* What to produce
Please restate the listing word for word, omitting the images.

* Data extract
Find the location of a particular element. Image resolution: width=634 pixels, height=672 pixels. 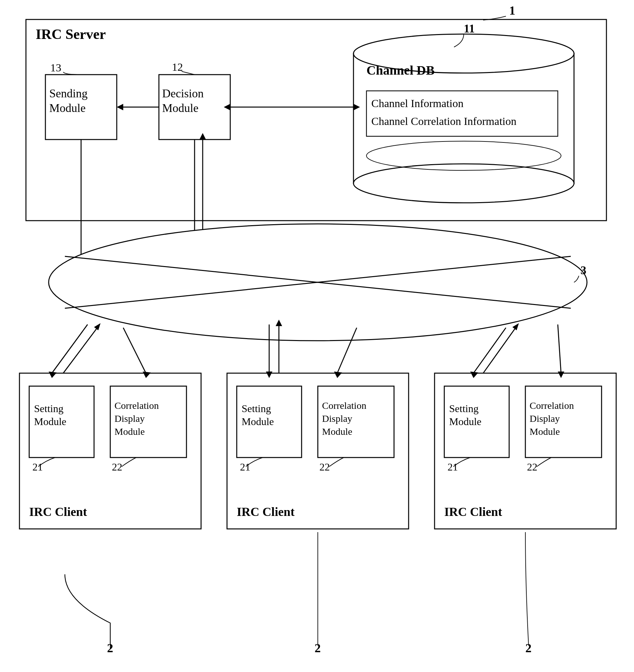

svg-text: Channel Information is located at coordinates (417, 103).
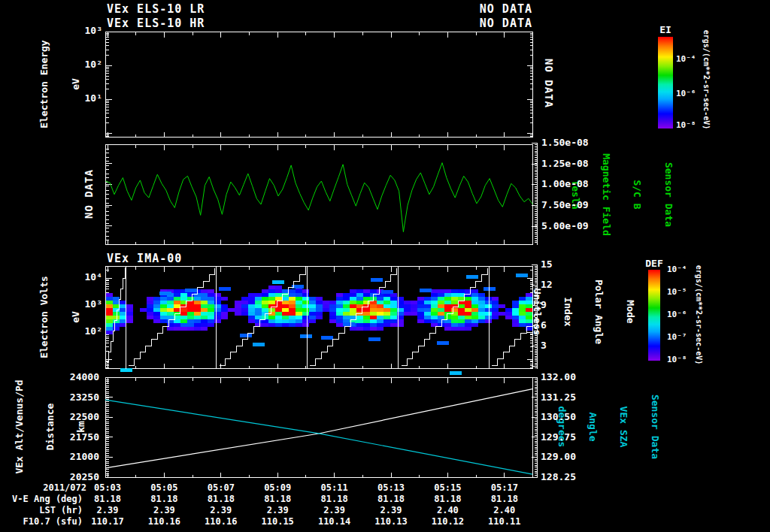 Image resolution: width=770 pixels, height=532 pixels. Describe the element at coordinates (665, 30) in the screenshot. I see `ei-colorbar-title: EI` at that location.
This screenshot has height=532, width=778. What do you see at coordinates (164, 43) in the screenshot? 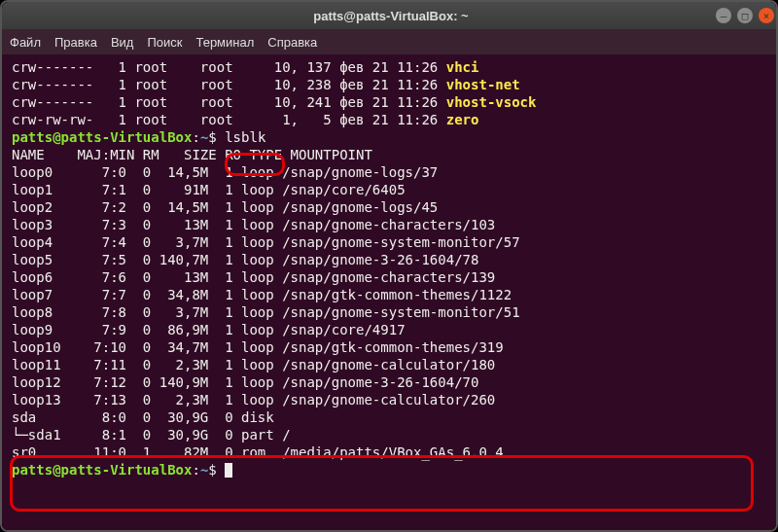
I see `menu-search: Поиск` at bounding box center [164, 43].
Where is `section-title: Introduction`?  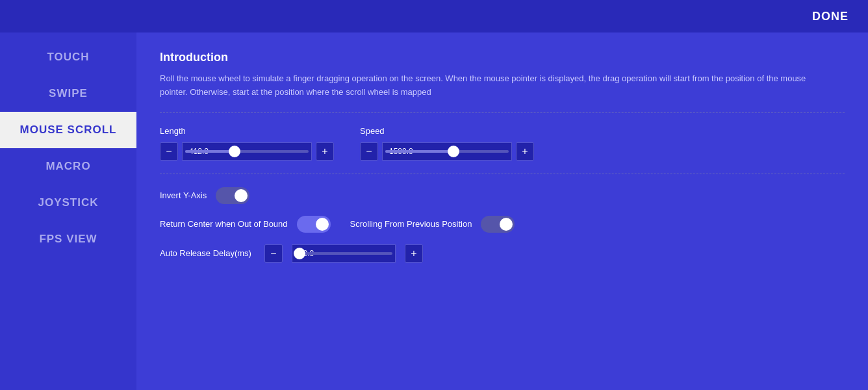
section-title: Introduction is located at coordinates (502, 57).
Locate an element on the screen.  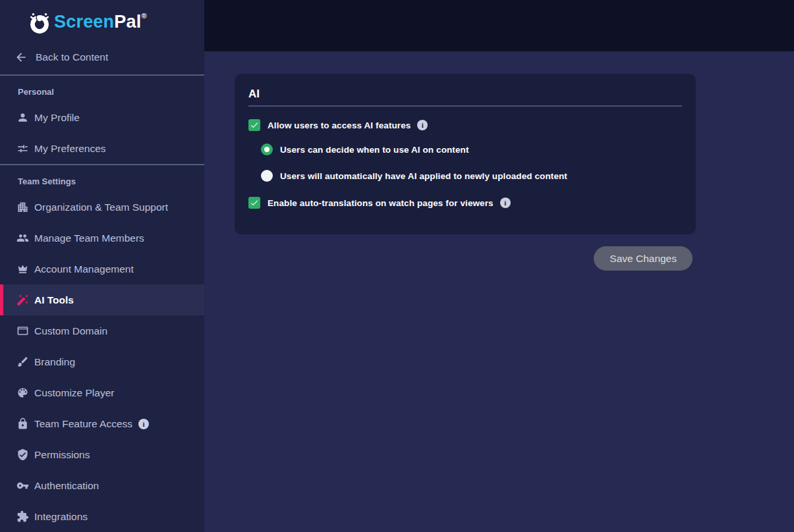
sidebar-item-organization-team-support: Organization & Team Support is located at coordinates (102, 207).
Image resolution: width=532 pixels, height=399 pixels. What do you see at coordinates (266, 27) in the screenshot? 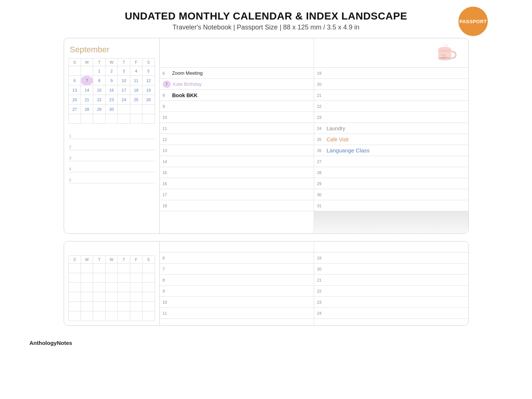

* Response to this exercise
Find the location of a particular element. Image resolution: width=634 pixels, height=672 pixels. 

svg-text: Channel Information is located at coordinates (417, 103).
 Image resolution: width=770 pixels, height=532 pixels. Describe the element at coordinates (665, 30) in the screenshot. I see `ei-colorbar-title: EI` at that location.
This screenshot has height=532, width=778. What do you see at coordinates (164, 43) in the screenshot? 
I see `menu-search: Поиск` at bounding box center [164, 43].
Where is `section-title: Introduction`?  
section-title: Introduction is located at coordinates (502, 57).
Locate an element on the screen.  
sidebar-item-organization-team-support: Organization & Team Support is located at coordinates (102, 207).
Image resolution: width=532 pixels, height=399 pixels. What do you see at coordinates (266, 27) in the screenshot? 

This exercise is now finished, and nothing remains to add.